AWS Bedrock Error: 'ServiceQuotaExceededException'
A diagnostic guide to resolving Bedrock invocation failures caused by hitting hard service quota limits.
Problem
An AWS Bedrock invocation fails with an error similar to:
ServiceQuotaExceededException: The request exceeds the service quota.
Common symptoms:
- Requests fail consistently (not intermittently)
- Retries do not succeed
- Backoff logic does not help
- IAM permissions and model access are correct
- Throttling fixes have already been applied
The request is rejected before inference.
Clarifying the Issue
This error is not a throttling problem.
It occurs when your account has reached a hard service quota limit enforced by AWS Bedrock.
Key distinction:
ThrottlingException→ soft, rate-based limit (RPM / TPM), retryableServiceQuotaExceededException→ hard ceiling, not retryable
Once this limit is reached, AWS will reject requests until:
- The quota is increased, or
- Usage is reduced below the enforced maximum
Why It Matters
This error commonly appears when:
- Moving from testing to sustained production traffic
- Running large batch or ingestion jobs
- Scaling multi-tenant workloads
- Increasing usage without revisiting default quotas
Teams often misdiagnose this as throttling and waste time tuning retries that will never succeed.
Key Terms
- Service quota – A hard usage limit enforced by AWS
- Applied quota – The current maximum allowed for your account
- Quota increase – A request to raise the hard limit
- Region-specific quota – Quotas apply per region and per model
Steps at a Glance
- Confirm the error is
ServiceQuotaExceededException - Identify the specific Bedrock quota exceeded
- Check current applied quota values
- Reduce usage or concurrency (short-term)
- Request a quota increase (long-term)
Detailed Steps
1. Confirm the Error Type
Verify that the error is explicitly:
ServiceQuotaExceededException
If the error is ThrottlingException, this Fix-It does not apply.
2. Identify the Quota Being Exceeded
In the AWS console:
- Open Service Quotas
- Navigate to AWS services → Amazon Bedrock
- Review quotas related to:
- Model invocation
- Token throughput
- Provisioned capacity (if applicable)
Quotas are defined per model and per region.
3. Check the Applied Quota Value
For the relevant quota:
- Note the Applied quota value
- Compare it against your current workload
If usage exceeds this value, requests will be rejected consistently.
4. Reduce Usage (Immediate Mitigation)
Short-term options:
- Pause or slow batch jobs
- Reduce concurrent inference workers
- Lower request volume temporarily
- Disable non-critical workloads
This may unblock critical paths while waiting for a quota increase.
5. Request a Quota Increase
For sustained production usage:
- Select the quota in Service Quotas
- Click Request quota increase
- Enter the required value and justification
Quota increase approvals typically take:
- Hours to a few business days, depending on account history and region
Pro Tips
- Service quotas are hard stops — retries will not help
- Quotas are enforced per region, not globally
- Different models have different quota ceilings
- Plan quota reviews as part of production readiness
Conclusion
ServiceQuotaExceededException in AWS Bedrock indicates a hard capacity ceiling, not a transient failure.
Once:
- The correct quota is identified
- Usage is aligned with applied limits
- Quotas are increased to match demand
AWS Bedrock invocation scales predictably inside Amazon Web Services.
Confirm the limit.
Adjust usage.
Request the increase.
Aaron Rose is a software engineer and technology writer at tech-reader.blog and the author of Think Like a Genius.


Directions for this task:
All lines with the word "solid" must be pulled from the entries below.

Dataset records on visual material
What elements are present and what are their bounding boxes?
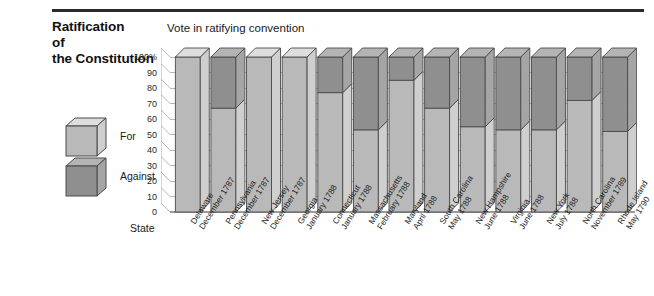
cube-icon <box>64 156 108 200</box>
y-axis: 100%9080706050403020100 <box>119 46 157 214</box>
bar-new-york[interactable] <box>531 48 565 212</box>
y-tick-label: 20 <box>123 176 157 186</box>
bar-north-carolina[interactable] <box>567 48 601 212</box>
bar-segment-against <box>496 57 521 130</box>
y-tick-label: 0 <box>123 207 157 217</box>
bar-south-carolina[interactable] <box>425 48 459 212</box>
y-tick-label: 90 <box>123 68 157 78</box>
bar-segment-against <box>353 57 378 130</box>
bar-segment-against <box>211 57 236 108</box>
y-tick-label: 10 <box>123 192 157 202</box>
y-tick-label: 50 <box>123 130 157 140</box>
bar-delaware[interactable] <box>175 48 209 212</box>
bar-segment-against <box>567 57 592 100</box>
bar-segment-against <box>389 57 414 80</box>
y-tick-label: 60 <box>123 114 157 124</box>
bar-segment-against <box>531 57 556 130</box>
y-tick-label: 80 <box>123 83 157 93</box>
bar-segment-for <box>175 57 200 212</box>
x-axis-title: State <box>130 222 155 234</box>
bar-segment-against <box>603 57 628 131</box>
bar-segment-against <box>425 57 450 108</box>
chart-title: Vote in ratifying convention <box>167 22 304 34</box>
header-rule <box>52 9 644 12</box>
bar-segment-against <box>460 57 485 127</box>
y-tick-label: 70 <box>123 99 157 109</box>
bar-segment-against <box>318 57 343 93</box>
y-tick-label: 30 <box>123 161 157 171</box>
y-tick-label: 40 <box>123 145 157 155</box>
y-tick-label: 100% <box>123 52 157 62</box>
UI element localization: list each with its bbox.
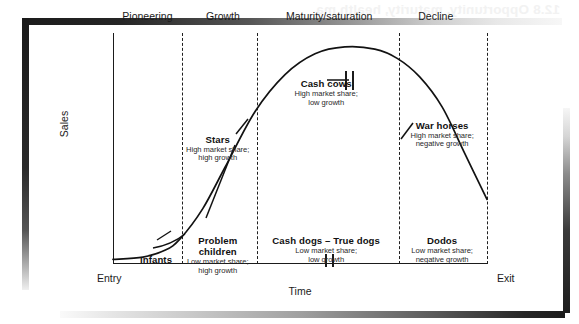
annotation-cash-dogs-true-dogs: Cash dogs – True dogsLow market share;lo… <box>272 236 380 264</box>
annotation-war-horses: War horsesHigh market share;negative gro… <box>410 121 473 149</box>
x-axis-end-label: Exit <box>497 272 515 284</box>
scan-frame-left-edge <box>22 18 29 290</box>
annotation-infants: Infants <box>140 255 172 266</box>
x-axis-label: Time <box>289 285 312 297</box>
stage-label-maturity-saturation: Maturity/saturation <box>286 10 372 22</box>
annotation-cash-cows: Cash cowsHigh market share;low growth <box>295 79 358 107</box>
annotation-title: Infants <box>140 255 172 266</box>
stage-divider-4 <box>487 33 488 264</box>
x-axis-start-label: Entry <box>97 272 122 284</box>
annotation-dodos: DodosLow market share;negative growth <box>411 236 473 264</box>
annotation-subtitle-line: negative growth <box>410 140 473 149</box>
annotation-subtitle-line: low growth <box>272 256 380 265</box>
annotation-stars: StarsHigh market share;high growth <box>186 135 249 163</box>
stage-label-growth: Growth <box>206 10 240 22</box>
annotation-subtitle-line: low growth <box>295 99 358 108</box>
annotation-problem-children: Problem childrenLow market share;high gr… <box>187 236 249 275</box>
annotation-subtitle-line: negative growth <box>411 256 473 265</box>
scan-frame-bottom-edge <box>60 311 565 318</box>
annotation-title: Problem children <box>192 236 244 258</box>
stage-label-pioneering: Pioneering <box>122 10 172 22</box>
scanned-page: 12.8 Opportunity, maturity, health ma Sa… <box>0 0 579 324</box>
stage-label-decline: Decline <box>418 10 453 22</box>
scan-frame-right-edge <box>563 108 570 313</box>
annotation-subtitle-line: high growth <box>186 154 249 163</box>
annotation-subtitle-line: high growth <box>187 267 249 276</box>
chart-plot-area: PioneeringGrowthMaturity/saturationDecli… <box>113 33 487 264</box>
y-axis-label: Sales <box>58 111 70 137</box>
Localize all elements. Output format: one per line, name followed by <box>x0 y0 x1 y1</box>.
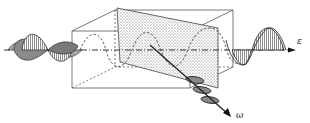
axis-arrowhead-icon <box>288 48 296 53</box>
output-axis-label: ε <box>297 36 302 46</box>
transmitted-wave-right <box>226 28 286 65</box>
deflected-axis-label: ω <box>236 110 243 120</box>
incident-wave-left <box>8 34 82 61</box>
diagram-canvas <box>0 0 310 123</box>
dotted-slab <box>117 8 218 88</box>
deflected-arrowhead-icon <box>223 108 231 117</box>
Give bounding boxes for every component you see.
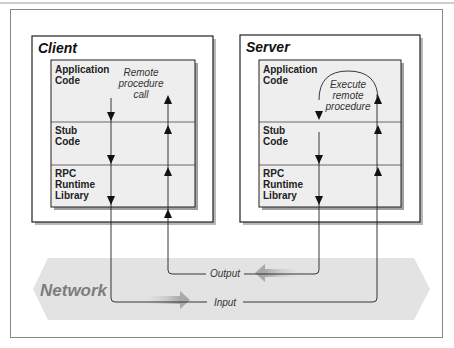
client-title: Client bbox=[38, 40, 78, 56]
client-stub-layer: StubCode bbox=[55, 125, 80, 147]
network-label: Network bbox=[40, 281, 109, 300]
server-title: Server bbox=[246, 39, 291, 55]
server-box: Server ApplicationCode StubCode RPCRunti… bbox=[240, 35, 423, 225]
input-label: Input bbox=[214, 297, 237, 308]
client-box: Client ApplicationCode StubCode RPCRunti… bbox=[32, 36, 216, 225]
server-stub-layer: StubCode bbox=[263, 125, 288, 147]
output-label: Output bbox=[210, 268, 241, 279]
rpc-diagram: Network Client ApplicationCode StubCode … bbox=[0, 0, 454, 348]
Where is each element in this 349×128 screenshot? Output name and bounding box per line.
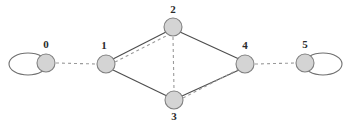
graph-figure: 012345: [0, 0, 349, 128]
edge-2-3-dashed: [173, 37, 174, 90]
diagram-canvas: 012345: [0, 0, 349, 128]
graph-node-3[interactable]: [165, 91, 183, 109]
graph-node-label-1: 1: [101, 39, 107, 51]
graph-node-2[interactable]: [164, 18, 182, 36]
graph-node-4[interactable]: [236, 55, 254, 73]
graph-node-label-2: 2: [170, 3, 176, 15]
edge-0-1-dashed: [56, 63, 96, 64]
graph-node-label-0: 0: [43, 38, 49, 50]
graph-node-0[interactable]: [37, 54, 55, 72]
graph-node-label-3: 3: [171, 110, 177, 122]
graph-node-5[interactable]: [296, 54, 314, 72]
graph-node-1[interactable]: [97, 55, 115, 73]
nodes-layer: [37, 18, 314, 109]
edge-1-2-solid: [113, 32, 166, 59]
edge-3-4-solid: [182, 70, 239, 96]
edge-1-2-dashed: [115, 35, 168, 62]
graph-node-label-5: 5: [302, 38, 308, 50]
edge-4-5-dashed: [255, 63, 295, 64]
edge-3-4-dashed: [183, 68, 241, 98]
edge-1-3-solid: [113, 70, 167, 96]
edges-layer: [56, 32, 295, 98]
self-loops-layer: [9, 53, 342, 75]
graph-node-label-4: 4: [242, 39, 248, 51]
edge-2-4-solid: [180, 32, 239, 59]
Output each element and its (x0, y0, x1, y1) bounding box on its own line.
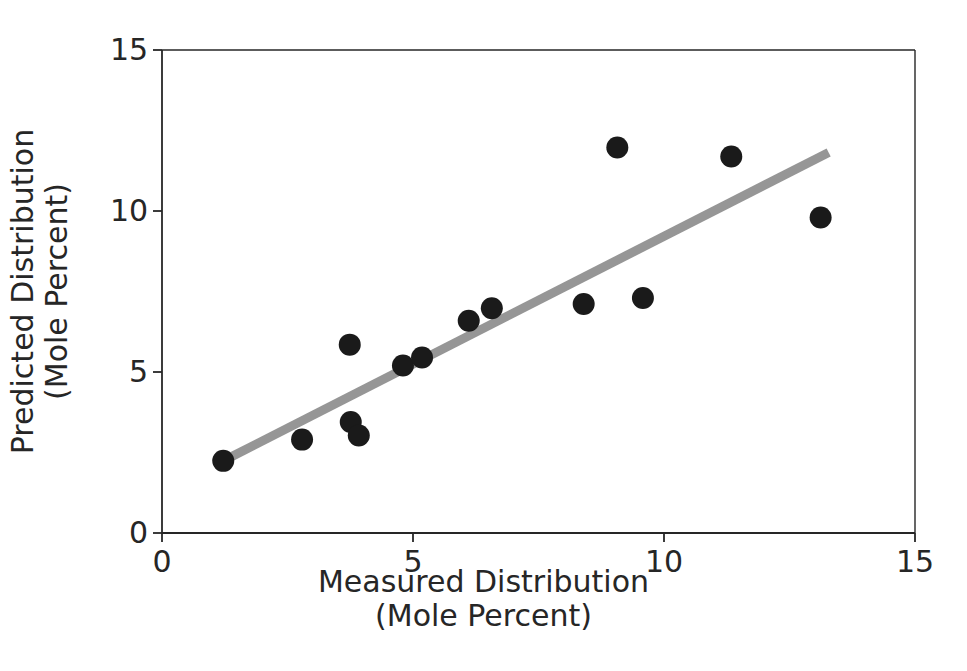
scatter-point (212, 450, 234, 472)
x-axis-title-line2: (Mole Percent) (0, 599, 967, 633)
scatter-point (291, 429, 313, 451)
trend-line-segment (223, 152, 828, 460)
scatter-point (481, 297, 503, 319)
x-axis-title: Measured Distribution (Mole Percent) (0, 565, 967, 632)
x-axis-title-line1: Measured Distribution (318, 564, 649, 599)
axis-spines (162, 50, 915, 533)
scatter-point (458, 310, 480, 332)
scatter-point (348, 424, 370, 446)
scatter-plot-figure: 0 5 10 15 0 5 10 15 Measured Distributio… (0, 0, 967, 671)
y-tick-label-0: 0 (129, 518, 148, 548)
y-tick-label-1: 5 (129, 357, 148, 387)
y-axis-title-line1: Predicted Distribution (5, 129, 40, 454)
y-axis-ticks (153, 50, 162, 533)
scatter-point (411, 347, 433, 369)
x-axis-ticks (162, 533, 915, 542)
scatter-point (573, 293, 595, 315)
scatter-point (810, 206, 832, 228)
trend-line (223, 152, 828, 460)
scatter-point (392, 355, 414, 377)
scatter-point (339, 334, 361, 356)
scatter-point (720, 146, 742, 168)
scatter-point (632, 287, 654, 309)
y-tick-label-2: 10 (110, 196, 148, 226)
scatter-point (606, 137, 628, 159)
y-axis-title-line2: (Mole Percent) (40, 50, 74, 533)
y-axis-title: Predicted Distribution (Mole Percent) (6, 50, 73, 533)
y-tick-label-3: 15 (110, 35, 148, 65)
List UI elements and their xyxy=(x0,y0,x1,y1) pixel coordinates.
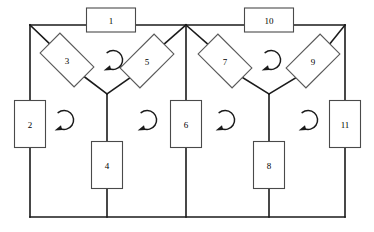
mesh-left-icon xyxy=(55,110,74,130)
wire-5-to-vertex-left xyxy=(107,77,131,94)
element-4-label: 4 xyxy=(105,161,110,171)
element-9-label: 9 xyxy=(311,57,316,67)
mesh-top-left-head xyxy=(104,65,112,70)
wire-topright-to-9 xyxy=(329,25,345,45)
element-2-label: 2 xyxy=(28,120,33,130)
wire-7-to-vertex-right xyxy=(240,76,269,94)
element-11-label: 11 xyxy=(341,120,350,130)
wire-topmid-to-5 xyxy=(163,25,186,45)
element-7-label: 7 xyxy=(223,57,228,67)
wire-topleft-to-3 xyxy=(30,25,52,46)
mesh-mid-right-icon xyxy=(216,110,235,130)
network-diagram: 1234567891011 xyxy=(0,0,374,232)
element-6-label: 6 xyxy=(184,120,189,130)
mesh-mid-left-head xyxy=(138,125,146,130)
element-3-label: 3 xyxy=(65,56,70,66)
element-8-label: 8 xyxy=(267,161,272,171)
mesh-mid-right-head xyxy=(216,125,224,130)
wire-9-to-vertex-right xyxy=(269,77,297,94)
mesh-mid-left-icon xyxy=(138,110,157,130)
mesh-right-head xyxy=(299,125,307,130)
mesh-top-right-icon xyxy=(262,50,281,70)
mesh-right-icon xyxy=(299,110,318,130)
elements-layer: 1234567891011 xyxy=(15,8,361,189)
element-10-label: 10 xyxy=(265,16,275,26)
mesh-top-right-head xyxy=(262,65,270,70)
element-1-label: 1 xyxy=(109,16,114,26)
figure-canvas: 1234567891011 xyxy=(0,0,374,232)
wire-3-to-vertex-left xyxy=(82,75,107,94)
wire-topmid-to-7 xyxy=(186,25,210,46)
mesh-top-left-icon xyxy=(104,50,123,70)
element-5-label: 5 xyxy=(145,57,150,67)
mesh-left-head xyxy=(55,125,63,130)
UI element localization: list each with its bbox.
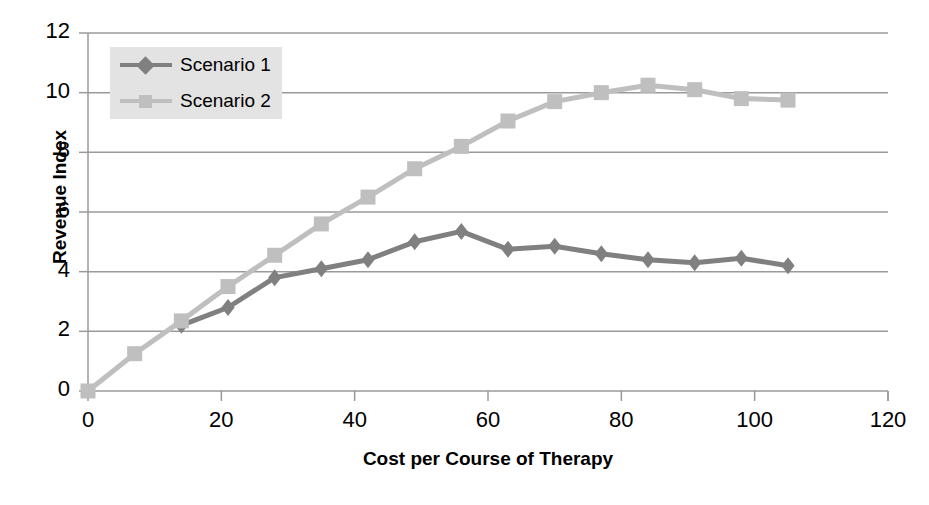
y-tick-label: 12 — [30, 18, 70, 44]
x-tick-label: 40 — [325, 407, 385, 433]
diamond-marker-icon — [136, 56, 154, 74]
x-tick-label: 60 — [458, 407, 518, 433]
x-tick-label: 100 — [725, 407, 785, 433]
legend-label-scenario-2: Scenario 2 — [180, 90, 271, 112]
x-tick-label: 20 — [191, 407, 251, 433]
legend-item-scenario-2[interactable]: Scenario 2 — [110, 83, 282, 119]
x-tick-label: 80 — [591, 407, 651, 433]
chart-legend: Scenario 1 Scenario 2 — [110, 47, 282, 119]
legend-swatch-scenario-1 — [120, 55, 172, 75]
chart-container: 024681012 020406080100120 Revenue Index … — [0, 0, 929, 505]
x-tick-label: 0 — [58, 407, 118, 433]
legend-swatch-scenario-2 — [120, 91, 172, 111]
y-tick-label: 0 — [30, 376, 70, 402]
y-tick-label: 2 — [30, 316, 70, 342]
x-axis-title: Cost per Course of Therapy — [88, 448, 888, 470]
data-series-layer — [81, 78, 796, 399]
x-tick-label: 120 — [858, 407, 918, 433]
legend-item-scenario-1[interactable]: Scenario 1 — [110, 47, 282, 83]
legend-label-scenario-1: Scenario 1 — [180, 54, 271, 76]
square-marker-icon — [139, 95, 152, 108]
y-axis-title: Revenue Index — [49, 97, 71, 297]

Solved exercise:
edge-1-2-solid: [113, 32, 166, 59]
edge-3-4-solid: [182, 70, 239, 96]
edge-1-3-solid: [113, 70, 167, 96]
edge-2-4-solid: [180, 32, 239, 59]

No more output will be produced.